4) The totalitarian rulers have more power than any government has ever had in history. Nevertheless, they did not feel capable of disciplining this rebellious labor force. They decided instead to divide it, by finding some social basis in the factory, among a special section of the workers. American workers who have seen Reuther operating with the skilled trades will have no difficulty in understanding what Stalin was aiming at.
As early as 1931 Stalin called for the “liquidation of depersonalization.” This was a very fancy phrase for a very ugly truth; he had no factory personalities to defend his regime. To get them he decided to give the skilled worker a personality and a wage to go with it and at the same time transform the skilled workers into a speed demon for a day. This man set the “norm,” that is, the rate of speed, through especially good machines and supplementary help and at a pace which he knew he would have to keep up for only a single day. This time-study then became the rate for the worker to produce every day.
That is how Stakhanovism was born. It was four years in the making.
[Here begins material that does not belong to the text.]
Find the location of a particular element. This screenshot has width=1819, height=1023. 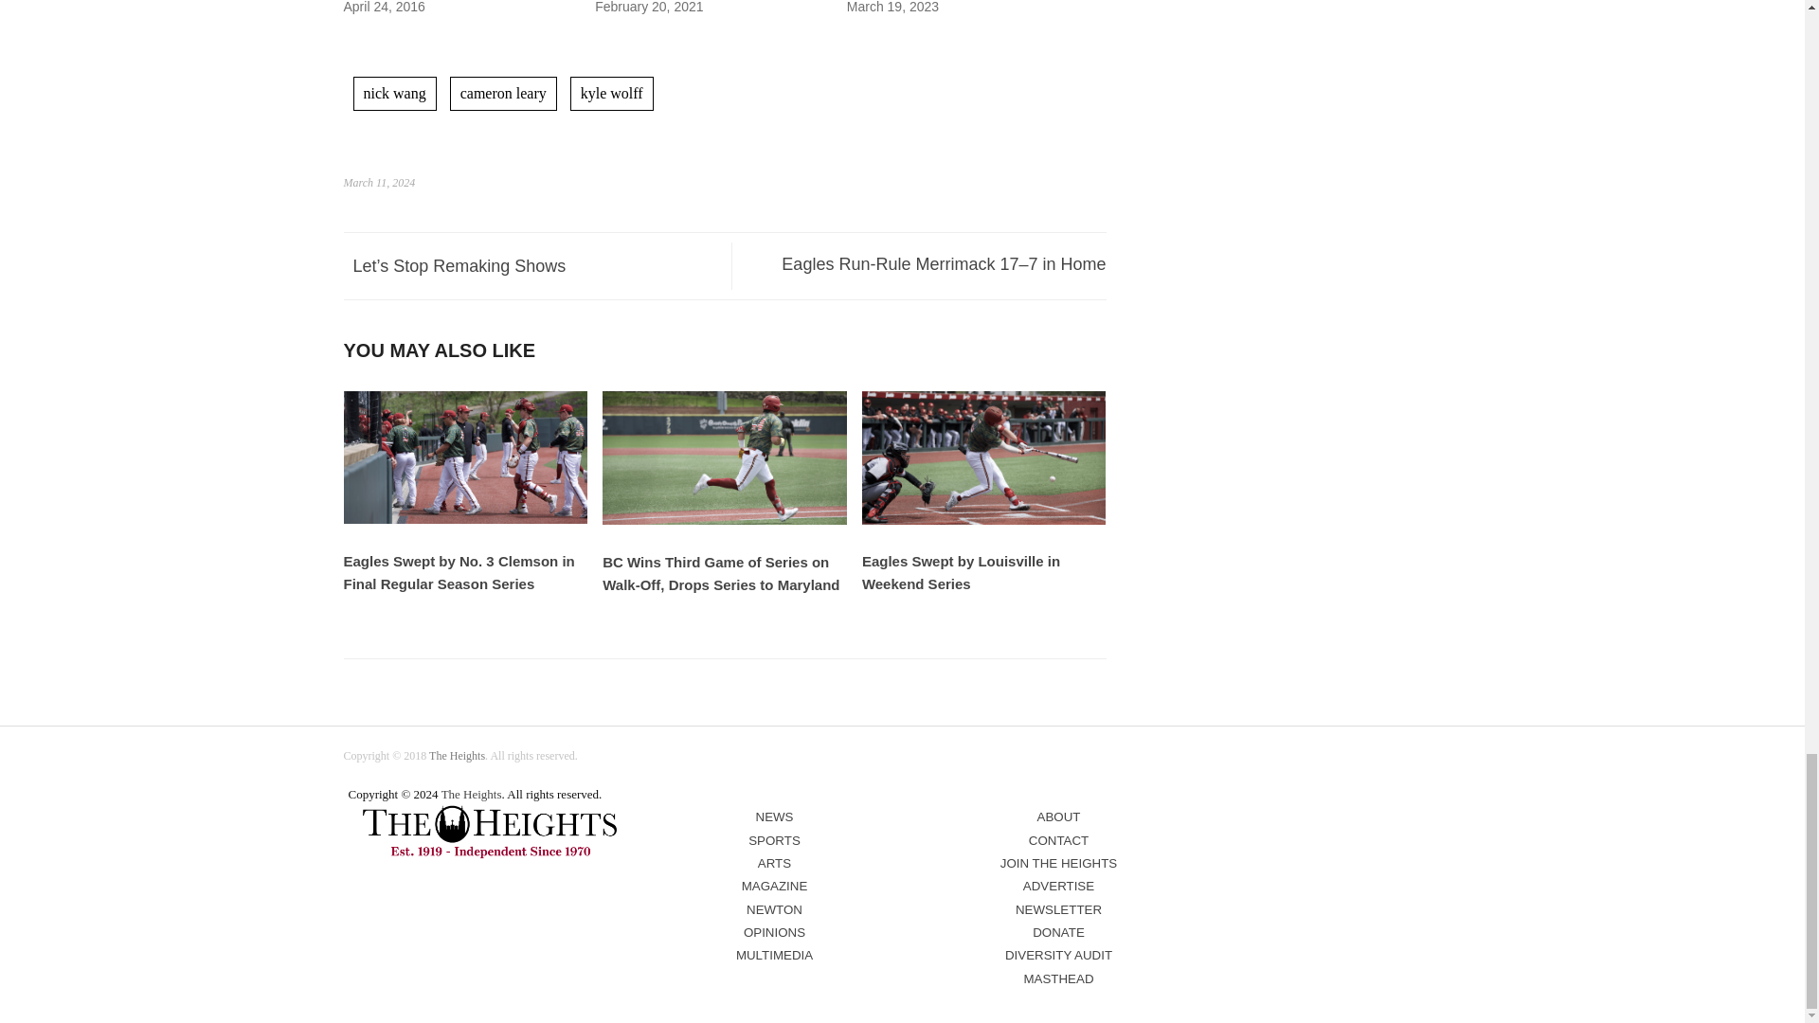

nick wang is located at coordinates (394, 93).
This speed-up movement met with such resistance that it was not unusual for Stakhanovites to find themselves murdered in the dark of the night.
At the start of war the laws of June 26th and October 2nd, 1940, forbade a worker to leave his job and punished 15 minutes lateness with six months “corrective labor” – labor in the factory with 25 per cent reduction in pay. They established State Labor Reserves which gave the youth technical training of from six months to two years and then made it obligatory for them to work for the state for four years “at the prescribed rate of wages.”
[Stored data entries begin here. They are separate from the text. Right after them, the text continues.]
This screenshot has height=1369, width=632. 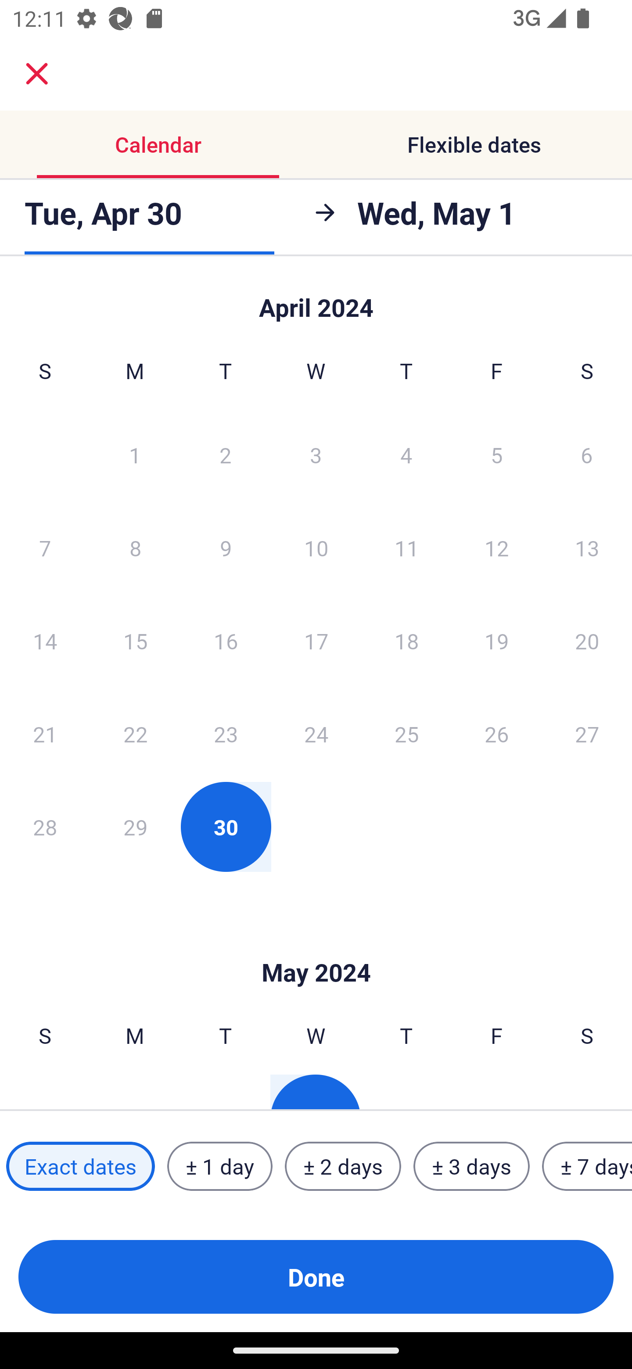 What do you see at coordinates (316, 299) in the screenshot?
I see `Skip to Done` at bounding box center [316, 299].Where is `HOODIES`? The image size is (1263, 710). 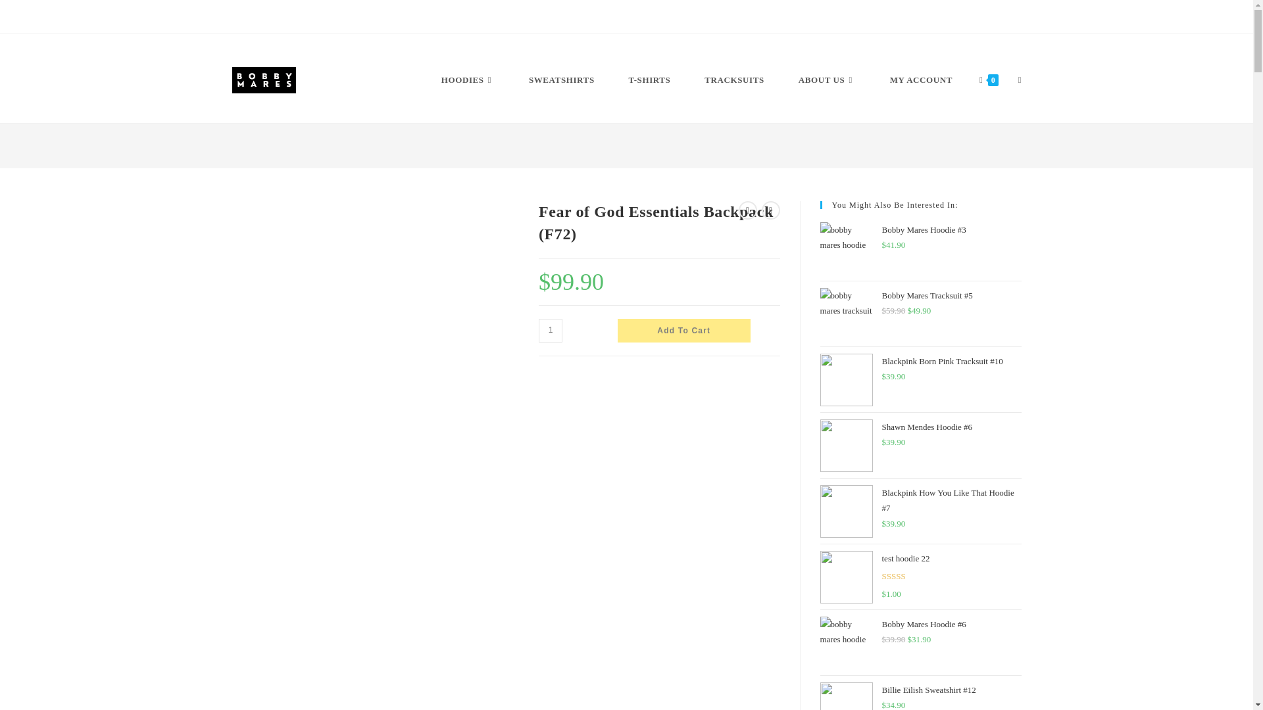 HOODIES is located at coordinates (468, 80).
Yet, after six months of operation of these laws, the Pravda reported that truancies were greater than in the months prior to it. A declaration of martial law on the railroads was passed similar to Truman’s proposal to draft railroad workers in order to prevent their strike in 1946.
In 1943 the conveyor belt system was first introduced. And on the basis of the discipline of the line, there was introduced competition by factories. This meant that Factory Stalin challenges or, more correctly, is ordered to challenge, Factory Molotov. Factory Molotov must take up the challenge “to fulfill and overfulfill” its quarterly plan by ten per cent. All workers in both factories must pitch into this back-breaking state-ordered plan. This is called “socialist emulation.”
Day in and day out the Russian worker has fought the mode of labor in the factory. For two solid decades he had been unyielding in his resistance. Had the revolt not been so continuous, the terror would not have been so violent. No one wants to put millions in forced labor camps. The millions in forced labor camps are a true measure of the never-ending resistance of the Russian workers to their oppressors.
It is these Russian workers who, the honorable Senator tells us, are “aloof.” With sure class instinct, he turns from the workers to the “scientists.” Technocrats and capitalists have had their daydreams of push-button factories which would solve the class struggle. None, however, have been more naive than the Senate Foreign Relations Committee and the Russian specialists with weapons” might substitute for mass uprisings. How Malenkov and Co. would love to believe that! But their ivory towers, unlike the Senate’s, are too near the point of production in Russia where day in and day out they must contend, not with mythical scientists of “independent thinking,” but with the very real mass resistance.
1. Wiley was a U.S. Senator from Wisconsin. He died in 1967. [Transcriber’s note.]